Rotary Club updated on Teen Leadership Camp

Diane Hines, Special to The County
8 years ago

HOULTON, Maine — The Houlton Rotary Club held their luncheon meeting at Watson Hall on May 8, 2017. Rotarian Scott White hosted Amber Stedt, the director and coordinator of  Aroostook Teen Leadership Camp, and his daughter Quinn White, former camp attendee and now a student leader. The Aroostook Teen Leadership Camp program is a youth development and drug prevention program serving grades 5 through 9.

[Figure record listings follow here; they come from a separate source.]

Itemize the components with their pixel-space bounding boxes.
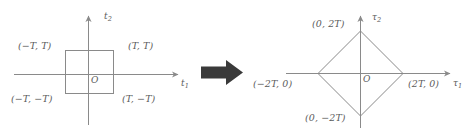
left-origin-label: O <box>91 76 98 85</box>
diamond-vertex-label-left: (−2T, 0) <box>253 79 292 89</box>
transformation-figure: t2 t1 O (−T, T) (T, T) (−T, −T) (T, −T) … <box>0 0 471 134</box>
left-x-axis-label: t1 <box>181 79 189 88</box>
square-vertex-label-top-right: (T, T) <box>128 41 153 51</box>
left-y-axis-label: t2 <box>104 12 112 21</box>
diamond-vertex-label-top: (0, 2T) <box>312 19 345 29</box>
right-origin-label: O <box>363 75 370 84</box>
transformation-arrow-glyph <box>201 60 243 85</box>
left-axes <box>14 16 178 125</box>
square-vertex-label-bottom-left: (−T, −T) <box>11 94 52 104</box>
square-vertex-label-top-left: (−T, T) <box>18 41 51 51</box>
right-x-axis-label: τ1 <box>453 79 462 88</box>
figure-graphics <box>0 0 471 134</box>
diamond-vertex-label-bottom: (0, −2T) <box>305 113 346 123</box>
square-vertex-label-bottom-right: (T, −T) <box>122 94 155 104</box>
diamond-vertex-label-right: (2T, 0) <box>408 79 439 89</box>
square-region-outline <box>66 51 114 94</box>
right-y-axis-label: τ2 <box>372 13 381 22</box>
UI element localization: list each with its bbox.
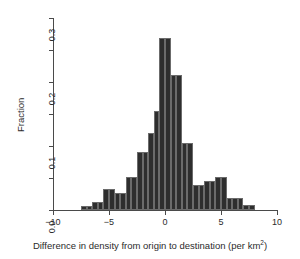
x-tick-mark [277, 211, 278, 215]
y-tick-mark [49, 146, 53, 147]
y-tick-mark [49, 82, 53, 83]
x-tick-label: −5 [104, 218, 114, 227]
x-tick-label: 5 [218, 218, 223, 227]
y-tick-label: 0.3 [48, 29, 57, 42]
x-axis-title: Difference in density from origin to des… [0, 240, 300, 251]
x-tick-label: 0 [162, 218, 167, 227]
x-axis-title-main: Difference in density from origin to des… [33, 240, 260, 251]
x-tick-mark [53, 211, 54, 215]
y-axis-title: Fraction [16, 98, 26, 132]
y-tick-mark [49, 114, 53, 115]
y-tick-label: 0.1 [48, 157, 57, 170]
x-tick-mark [165, 211, 166, 215]
x-tick-mark [109, 211, 110, 215]
y-tick-mark [49, 178, 53, 179]
histogram-chart: 0.00.10.20.3 −10−50510 Fraction Differen… [0, 0, 300, 259]
y-tick-mark [49, 18, 53, 19]
x-tick-mark [221, 211, 222, 215]
histogram-bar [249, 205, 255, 210]
x-tick-label: −10 [45, 218, 60, 227]
x-tick-label: 10 [272, 218, 282, 227]
y-tick-label: 0.2 [48, 93, 57, 106]
x-axis-title-tail: ) [264, 240, 267, 251]
y-axis-line [53, 18, 54, 211]
y-tick-mark [49, 50, 53, 51]
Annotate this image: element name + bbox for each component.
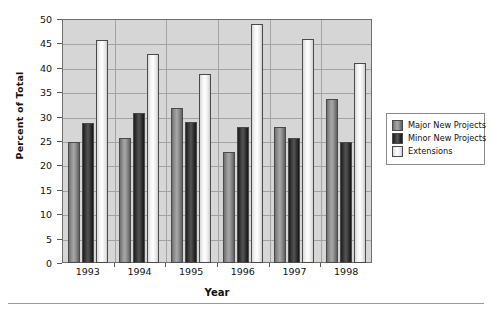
bar-1997-minor-new-projects [288, 138, 300, 263]
bar-1998-minor-new-projects [340, 142, 352, 264]
bar-1993-extensions [96, 40, 108, 264]
y-axis-tick-label: 5 [46, 233, 52, 244]
legend-label: Major New Projects [408, 120, 486, 131]
bar-1993-major-new-projects [68, 142, 80, 263]
y-axis-tick-label: 25 [40, 136, 52, 147]
y-axis-tick-label: 45 [40, 38, 52, 49]
y-axis-tick-label: 50 [40, 14, 52, 25]
bar-1997-extensions [302, 39, 314, 263]
y-axis-tick-label: 35 [40, 87, 52, 98]
bar-1998-extensions [354, 63, 366, 263]
x-axis-tick-mark [114, 263, 115, 267]
bar-group [165, 19, 217, 263]
x-axis-tick-label: 1998 [316, 266, 376, 277]
bar-1996-extensions [251, 24, 263, 263]
bar-group [269, 19, 321, 263]
legend-swatch-major-new-projects [392, 120, 403, 131]
bar-group [217, 19, 269, 263]
bar-1996-major-new-projects [223, 152, 235, 263]
bar-1995-minor-new-projects [185, 122, 197, 263]
legend-item: Minor New Projects [392, 133, 480, 144]
y-axis-tick-mark [57, 263, 62, 264]
legend-item: Extensions [392, 146, 480, 157]
x-axis-tick-mark [269, 263, 270, 267]
x-axis-title: Year [62, 287, 372, 298]
legend-swatch-minor-new-projects [392, 133, 403, 144]
y-axis-tick-label: 10 [40, 209, 52, 220]
bar-1997-major-new-projects [274, 127, 286, 263]
chart-legend: Major New Projects Minor New Projects Ex… [386, 113, 485, 165]
bar-1998-major-new-projects [326, 99, 338, 263]
y-axis-tick-label: 20 [40, 160, 52, 171]
bar-1994-major-new-projects [119, 138, 131, 263]
bar-1995-major-new-projects [171, 108, 183, 263]
bar-group [62, 19, 114, 263]
bar-group [320, 19, 372, 263]
y-axis-tick-label: 0 [46, 258, 52, 269]
legend-label: Extensions [408, 146, 452, 157]
y-axis-tick-label: 15 [40, 184, 52, 195]
y-axis-tick-label: 30 [40, 111, 52, 122]
bar-1994-extensions [147, 54, 159, 263]
bar-1995-extensions [199, 74, 211, 263]
bar-1993-minor-new-projects [82, 123, 94, 263]
legend-item: Major New Projects [392, 120, 480, 131]
chart-figure: Percent of Total 05101520253035404550 19… [0, 0, 492, 312]
bar-1996-minor-new-projects [237, 127, 249, 263]
y-axis-tick-labels: 05101520253035404550 [22, 19, 58, 263]
legend-swatch-extensions [392, 146, 403, 157]
x-axis-tick-mark [320, 263, 321, 267]
bar-group [114, 19, 166, 263]
bar-1994-minor-new-projects [133, 113, 145, 263]
x-axis-tick-mark [165, 263, 166, 267]
legend-label: Minor New Projects [408, 133, 486, 144]
x-axis-tick-mark [217, 263, 218, 267]
y-axis-tick-label: 40 [40, 62, 52, 73]
footer-divider [8, 303, 484, 304]
bar-groups [62, 19, 372, 263]
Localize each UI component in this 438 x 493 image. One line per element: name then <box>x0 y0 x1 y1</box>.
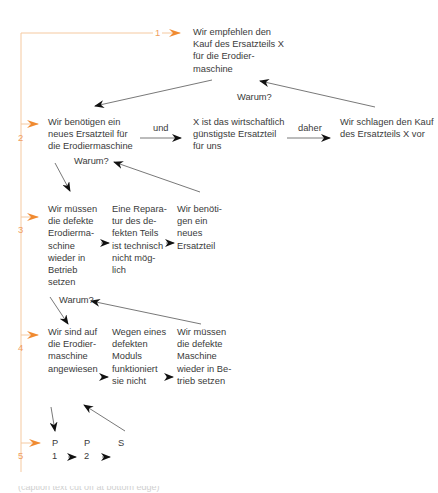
level-number-1: 1 <box>155 27 160 38</box>
question-l4: Warum? <box>59 294 94 306</box>
node-l3-restart: Wir müssen die defekte Erodierma- schine… <box>48 203 97 288</box>
caption-clipped: (caption text cut off at bottom edge) <box>18 486 398 492</box>
level-number-2: 2 <box>18 132 23 143</box>
connector-und: und <box>153 123 169 133</box>
node-l2-conclusion: Wir schlagen den Kauf des Ersatzteils X … <box>340 116 434 140</box>
node-l5-p1: P 1 <box>52 437 58 463</box>
level-number-5: 5 <box>18 450 23 461</box>
node-l2-need: Wir benötigen ein neues Ersatzteil für d… <box>48 116 133 153</box>
level-number-4: 4 <box>18 342 23 353</box>
node-l1-recommendation: Wir empfehlen den Kauf des Ersatzteils X… <box>193 26 284 75</box>
node-l5-p2: P 2 <box>84 437 90 463</box>
node-l4-dependent: Wir sind auf die Erodier- maschine angew… <box>48 326 98 375</box>
level-number-3: 3 <box>18 224 23 235</box>
node-l5-s: S <box>118 437 124 450</box>
caption-text: (caption text cut off at bottom edge) <box>18 486 398 492</box>
node-l4-defective-module: Wegen eines defekten Moduls funktioniert… <box>112 326 166 387</box>
node-l3-repair-impossible: Eine Repara- tur des de- fekten Teils is… <box>112 203 167 276</box>
connector-daher: daher <box>298 123 322 133</box>
question-l3: Warum? <box>74 155 109 167</box>
node-l2-cheapest: X ist das wirtschaftlich günstigste Ersa… <box>193 116 284 153</box>
question-l2: Warum? <box>237 91 272 103</box>
node-l4-restart: Wir müssen die defekte Maschine wieder i… <box>177 326 231 387</box>
node-l3-need-part: Wir benöti- gen ein neues Ersatzteil <box>177 203 222 252</box>
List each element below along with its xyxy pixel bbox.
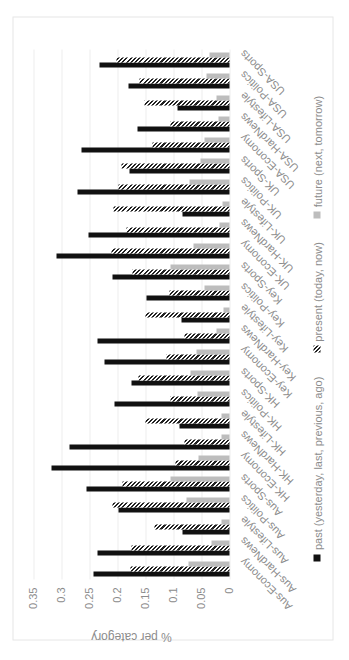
- bar-present: [126, 227, 229, 232]
- bar-future: [218, 116, 229, 121]
- bar-future: [211, 540, 229, 545]
- y-tick-label: 0: [222, 587, 234, 621]
- bar-group: [33, 558, 229, 579]
- bar-future: [196, 349, 229, 354]
- bar-present: [169, 290, 229, 295]
- legend: past (yesterday, last, previous, ago)pre…: [310, 17, 323, 639]
- bar-present: [152, 142, 229, 147]
- bar-group: [33, 494, 229, 515]
- bar-group: [33, 537, 229, 558]
- bar-present: [138, 375, 229, 380]
- bar-past: [97, 338, 229, 343]
- bar-past: [81, 147, 229, 152]
- bar-past: [51, 465, 229, 470]
- bar-past: [118, 507, 229, 512]
- bar-present: [175, 460, 229, 465]
- bar-future: [221, 519, 229, 524]
- bar-group: [33, 49, 229, 70]
- bar-present: [122, 481, 229, 486]
- bar-future: [204, 285, 229, 290]
- bar-group: [33, 197, 229, 218]
- bar-future: [204, 137, 229, 142]
- bar-present: [132, 269, 229, 274]
- bar-past: [137, 126, 229, 131]
- bar-future: [197, 391, 229, 396]
- legend-swatch-icon: [313, 211, 320, 218]
- bar-present: [131, 545, 229, 550]
- bar-group: [33, 388, 229, 409]
- bar-present: [116, 57, 229, 62]
- legend-item-future: future (next, tomorrow): [311, 95, 323, 217]
- bar-group: [33, 113, 229, 134]
- bar-past: [131, 380, 229, 385]
- bar-future: [216, 95, 229, 100]
- bar-present: [118, 184, 229, 189]
- bar-group: [33, 134, 229, 155]
- rotated-chart: % per category 00.050.10.150.20.250.30.3…: [0, 0, 349, 660]
- bar-past: [77, 189, 229, 194]
- bar-future: [188, 561, 229, 566]
- bar-present: [111, 248, 229, 253]
- bar-group: [33, 70, 229, 91]
- bar-present: [144, 100, 229, 105]
- bar-group: [33, 155, 229, 176]
- chart-frame: % per category 00.050.10.150.20.250.30.3…: [12, 16, 333, 640]
- bar-past: [86, 486, 229, 491]
- bar-future: [198, 455, 229, 460]
- legend-label: future (next, tomorrow): [311, 95, 323, 206]
- bar-present: [139, 78, 229, 83]
- bar-group: [33, 431, 229, 452]
- bar-future: [222, 201, 229, 206]
- bar-future: [189, 179, 229, 184]
- bar-past: [182, 529, 229, 534]
- bar-present: [184, 439, 229, 444]
- bar-future: [221, 434, 229, 439]
- bar-past: [97, 550, 229, 555]
- bar-past: [56, 253, 229, 258]
- bar-group: [33, 261, 229, 282]
- bar-past: [114, 401, 229, 406]
- bar-group: [33, 473, 229, 494]
- bar-future: [193, 243, 229, 248]
- bar-past: [146, 295, 229, 300]
- bar-past: [104, 359, 229, 364]
- bar-future: [219, 222, 229, 227]
- y-tick-label: 0.05: [194, 587, 206, 621]
- y-tick-label: 0.15: [138, 587, 150, 621]
- bar-present: [130, 566, 229, 571]
- bar-group: [33, 303, 229, 324]
- legend-label: past (yesterday, last, previous, ago): [311, 376, 323, 549]
- bar-group: [33, 452, 229, 473]
- y-tick-label: 0.1: [166, 587, 178, 621]
- bar-present: [145, 312, 229, 317]
- bar-present: [121, 163, 229, 168]
- bar-past: [112, 274, 229, 279]
- bar-past: [99, 62, 229, 67]
- bar-future: [170, 264, 229, 269]
- bar-future: [170, 476, 229, 481]
- bar-future: [209, 52, 229, 57]
- y-tick-label: 0.25: [82, 587, 94, 621]
- bar-past: [182, 211, 229, 216]
- bar-past: [129, 168, 229, 173]
- bar-group: [33, 219, 229, 240]
- bar-past: [93, 571, 229, 576]
- bar-group: [33, 282, 229, 303]
- bar-past: [69, 444, 229, 449]
- bar-group: [33, 409, 229, 430]
- bar-group: [33, 515, 229, 536]
- bar-group: [33, 367, 229, 388]
- y-tick-label: 0.35: [26, 587, 38, 621]
- bar-past: [177, 105, 229, 110]
- bar-future: [186, 497, 229, 502]
- plot-area: % per category 00.050.10.150.20.250.30.3…: [33, 49, 229, 579]
- bar-present: [145, 418, 229, 423]
- legend-item-present: present (today, now): [311, 242, 323, 352]
- bar-group: [33, 346, 229, 367]
- legend-label: present (today, now): [311, 242, 323, 341]
- bar-present: [184, 333, 229, 338]
- bar-group: [33, 240, 229, 261]
- y-tick-label: 0.2: [110, 587, 122, 621]
- legend-item-past: past (yesterday, last, previous, ago): [311, 376, 323, 560]
- y-axis-label: % per category: [91, 629, 172, 643]
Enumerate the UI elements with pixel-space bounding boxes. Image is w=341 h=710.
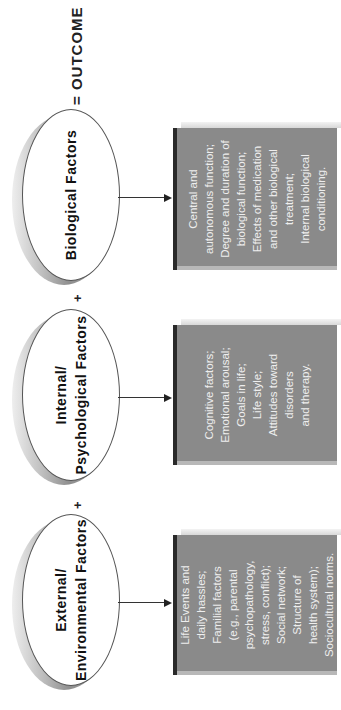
diagram-canvas: External/ Environmental Factors Life Eve… bbox=[0, 0, 341, 710]
factor-title-line2: Biological Factors bbox=[61, 130, 81, 260]
plus-operator: + bbox=[70, 294, 85, 302]
factor-title-line1: External/ bbox=[51, 519, 71, 681]
ellipse-label: Internal/ Psychological Factors bbox=[22, 309, 120, 481]
factor-ellipse-internal: Internal/ Psychological Factors bbox=[12, 309, 120, 485]
factor-details-external: Life Events and daily hassles; Familial … bbox=[173, 535, 337, 675]
arrow-down-icon bbox=[164, 394, 172, 402]
factor-ellipse-biological: Biological Factors bbox=[12, 109, 120, 285]
arrow-down-icon bbox=[164, 194, 172, 202]
factor-details-internal: Cognitive factors; Emotional arousal; Go… bbox=[173, 325, 337, 465]
plus-operator: + bbox=[70, 501, 85, 509]
arrow-line bbox=[118, 197, 168, 198]
ellipse-label: Biological Factors bbox=[22, 109, 120, 281]
factor-title-line2: Environmental Factors bbox=[71, 519, 91, 681]
factor-title-line2: Psychological Factors bbox=[71, 315, 91, 474]
factor-details-biological: Central and autonomous function; Degree … bbox=[173, 128, 337, 270]
factor-ellipse-external: External/ Environmental Factors bbox=[12, 514, 120, 690]
ellipse-label: External/ Environmental Factors bbox=[22, 514, 120, 686]
arrow-line bbox=[118, 397, 168, 398]
factor-title-line1: Internal/ bbox=[51, 315, 71, 474]
arrow-line bbox=[118, 602, 168, 603]
arrow-down-icon bbox=[164, 599, 172, 607]
outcome-label: = OUTCOME bbox=[68, 6, 85, 105]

The annual summer camp will be at Northern Maine Community College for five days from July 23-27. This is the 31st year for this event. This camp is student-led with guidance from advisers and past camp attendees. These students help develop the program because they know the issues that face teens in that age group.

During this residential camp, teens learn how to cope with these various issues that they might face in school or out in the community. Through role modeling the teens that are trained return to school with the tools necessary to live a positive and healthy lifestyle. The workshops at camp are based on these issues through team-building activities and selected motivational speakers.

The summer agenda involves planning committees made up of advisers, team leaders and students. The students are encouraged to follow the ‘SODAS” approach. This is short for Situation, Options, Disadvantages, Advantages and Solutions. The camp hosts follow-up meetings to keep the trained students engaged by planning outings, getting together to plan committees for the next year’s camp and through volunteer activities in their respective communities.

There is also a free day-long version of the camp held regionally in the fall. For 2017 this will take place at Hodgdon Middle School on Saturday, Oct. 18. This is an opportunity for the older teens to prepare and carry out workshops and team-building activities.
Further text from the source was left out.